Saturday, May 26, 2012

Sharing is caring

I read on a blog once that the greatest gift an owner can give their horse is to teach them how to do a job.  That way, if they ever needed one, they could find another home and wouldn't end up as one of the unwanted horses we see at rescues and in kill pens.  Fiona used to be one of the unwanted ones, a horse that didn't have a job and then the horse that wasn't to be jumped.

Fiona's fearsome reputation took a major blow this weekend.  One of the teenagers was entered in a sanctioned horse trial but her horse went lame.  My trainer texted me and asked if she could take Fiona instead.  I said sure, assuming she was okay with jumping the princess.  This happened on Thursday and they were leaving on Friday for the show, so there was just the one lesson to figure out whether or not they suited.  I'm sure it was unnerving to tack up a mare with a reputation like the princess's, but this particular teen enjoys riding TB mares with some need for speed.  I wasn't worried at all.  As dramatic as she looks from the ground, she always feels very safe to ride.

The teen bounced about at beginner novice height and even took the princess out onto the jumping field to do some cross country fences.  Fiona was quite good.  She did leave a stride out on the four stride, which was a bit unnerving for the rider, but she was honest, well behaved, and enthusiastic.  The rider sounded out of breath but thrilled after jumping her.  I got a message today after the show saying that Fiona was awesome and it included this picture:


I am honestly thrilled that Fiona was even considered for this.  It says a lot for how far she's come that someone was able to get on her, jump a couple courses, and then take her to a show.  It also says a lot for the guts of the rider, to take a relatively unknown horse to a show.  As my graduate classes wind down and I look at taking Fiona off of full training, I'm hoping that this is the first step to my princess getting some more dates with other riders.  While the image of having a horse that no one can handle but you is very romantic (I've heard it called the Black Stallion syndrome), I don't want that.  I want the opposite of that.  I want the Black Beauty syndrome.  I want lots of people to enjoy my horse.

I expect to have her for the rest of her days, but if, gods forbid, something happens to me?  I want her to be an established Novice level eventer and first level dressage horse that can run about with a junior rider.  I think someone would take her in with that kind of resume.

1 comment:

  1. Good work by everyone involved! :)

    I am so over the romantic special-bond only-I-can-ride-'em stuff. I do love a special snowflake, too; that's my favorite type of horse. But I was so, so happy when last my guy pinch-hit for a kid whose pony had come up lame right before a clinic. At the end of their lesson, the clinician started telling the kid how lucky she was to have something to ride that was so well-schooled and that would let her practice "inspiring" the horse without there being any dangers/consequences if she made a mistake...I laughed out loud on the sidelines and then had to rush to explain that no, no, I wasn't offended -- I was just thinking about how far the horse had come from his days as Mr. Spook-Spin-Bolter With Optional Rodeo-Quality Buck!

    I plan to keep him until the end of his days, special bond and all, but man, I see no downside at all to getting him broke enough to do that sort of thing.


## [WHAT THIS TASK INVOLVES]
Apart from the images, output the data below exactly.

▬▬▬

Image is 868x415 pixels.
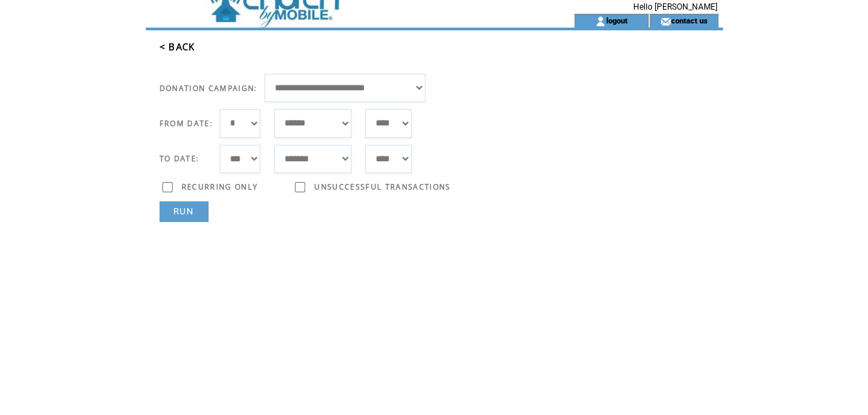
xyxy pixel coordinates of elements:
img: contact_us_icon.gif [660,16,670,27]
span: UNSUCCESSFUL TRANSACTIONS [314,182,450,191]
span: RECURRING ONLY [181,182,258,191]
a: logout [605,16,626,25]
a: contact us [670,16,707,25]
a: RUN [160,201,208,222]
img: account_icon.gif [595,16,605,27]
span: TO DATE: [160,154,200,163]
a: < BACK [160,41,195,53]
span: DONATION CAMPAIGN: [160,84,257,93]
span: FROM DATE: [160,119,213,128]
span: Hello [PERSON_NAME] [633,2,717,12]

▬▬▬

## [ANSWER SPACE]
Image is 868x415 pixels.
xyxy pixel coordinates of elements:
img: contact_us_icon.gif [660,16,670,27]
span: UNSUCCESSFUL TRANSACTIONS [314,182,450,191]
span: RECURRING ONLY [181,182,258,191]
a: logout [605,16,626,25]
a: contact us [670,16,707,25]
a: RUN [160,201,208,222]
img: account_icon.gif [595,16,605,27]
span: TO DATE: [160,154,200,163]
a: < BACK [160,41,195,53]
span: DONATION CAMPAIGN: [160,84,257,93]
span: FROM DATE: [160,119,213,128]
span: Hello [PERSON_NAME] [633,2,717,12]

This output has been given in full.